Durect and investors have reached radically different conclusions about its severe alcohol-associated hepatitis phase 2 data. The biotech hailed “remarkable” results—on a secondary goal, in a subpopulation—but failed to persuade investors to look past the failure of the primary endpoint, causing its stock to sink.
Investigators randomized around 300 patients to receive one of two doses of larsucosterol, an epigenetic modulator, or placebo. Durect had originally set out to show whether larsucosterol improved the 90-day mortality rate, before switching last year to a composite primary endpoint covering 90-day mortality and liver transplantation. Nothing good came from the change.
“We had some input from some thought leaders, and we made an adjustment midstream, changed horses in the middle of a stream, which one should never do,” Durect CEO James Brown said on a conference call with investors to discuss the data.
“We learnt the hard way here, unfortunately,” Brown added. “But it doesn’t change … the outcome. The outcome here is we have really good mortality data.”
Neither dose of larsucosterol met the primary endpoint, with the proportions of patients who were alive and transplant-free at 90 days ranging from 71.6% in the placebo group to 78.8% in the low-dose arm. Durect pinned the failure on the transplant rates and data generated outside the U.S.
Narrowing the analysis to 90-day mortality at the U.S. sites, Durect linked the two larsucosterol doses to a relative risk reduction of 57% and 58% versus standard of care. The relative reduction in mortality in the entire study was 40.7% in the low-dose cohort and 34.9% in the high-dose arm, suggesting that the ex-U.S. sites, which enrolled around one-quarter of the patients, dragged on the results.
“We don’t know for sure exactly what happened outside the United States. It could be just random bad luck, it could be something more than that,” Brown said. “We know some characteristics are slightly different—these patients had a higher level of cirrhosis, they were older, things like that. Is it enough to make a difference? We don’t know.”
Durect is trying to figure out what happened while preparing to meet with the FDA in the first quarter of next year to discuss the results and the design of a planned phase 3 trial. The biotech plans to use 90-day mortality as the primary endpoint and may enroll all of the phase 3 patients in the U.S.
Shares in Durect fell 62% to below $1 in premarket trading.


## What you need to do
Wherever the string "item" appears in a line of the listing below, report that line.
────
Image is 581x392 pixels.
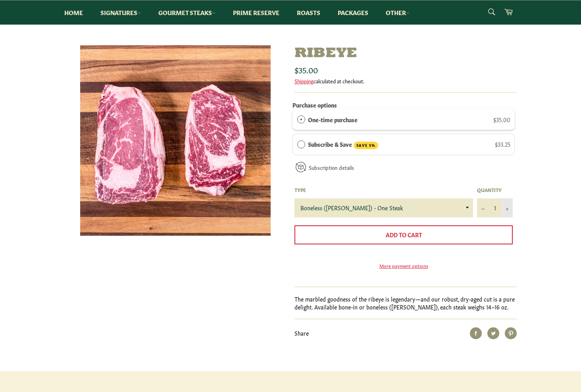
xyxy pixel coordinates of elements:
a: More payment options [294,262,513,269]
label: Type [294,186,473,193]
a: Other [378,0,417,25]
label: Quantity [477,186,513,193]
button: Increase item quantity by one [501,198,513,217]
div: One-time purchase [297,115,305,124]
span: $33.25 [495,140,510,148]
p: The marbled goodness of the ribeye is legendary—and our robust, dry-aged cut is a pure delight. A... [294,295,517,311]
a: Roasts [289,0,328,25]
a: Packages [330,0,376,25]
label: One-time purchase [308,115,357,124]
span: $35.00 [493,115,510,123]
div: calculated at checkout. [294,77,517,85]
a: Signatures [92,0,149,25]
span: Add to Cart [386,231,422,238]
a: Prime Reserve [225,0,287,25]
div: Subscribe & Save [297,140,305,148]
span: SAVE 5% [353,142,378,149]
a: Gourmet Steaks [150,0,223,25]
a: Shipping [294,77,313,85]
a: Home [56,0,91,25]
button: Add to Cart [294,225,513,244]
h1: Ribeye [294,45,517,62]
span: Share [294,329,309,337]
img: Ribeye [80,45,271,236]
label: Subscribe & Save [308,140,378,149]
button: Reduce item quantity by one [477,198,489,217]
span: $35.00 [294,64,318,75]
label: Purchase options [292,101,337,109]
a: Subscription details [309,163,354,171]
────
## Output below
button: Increase item quantity by one [501,198,513,217]
button: Reduce item quantity by one [477,198,489,217]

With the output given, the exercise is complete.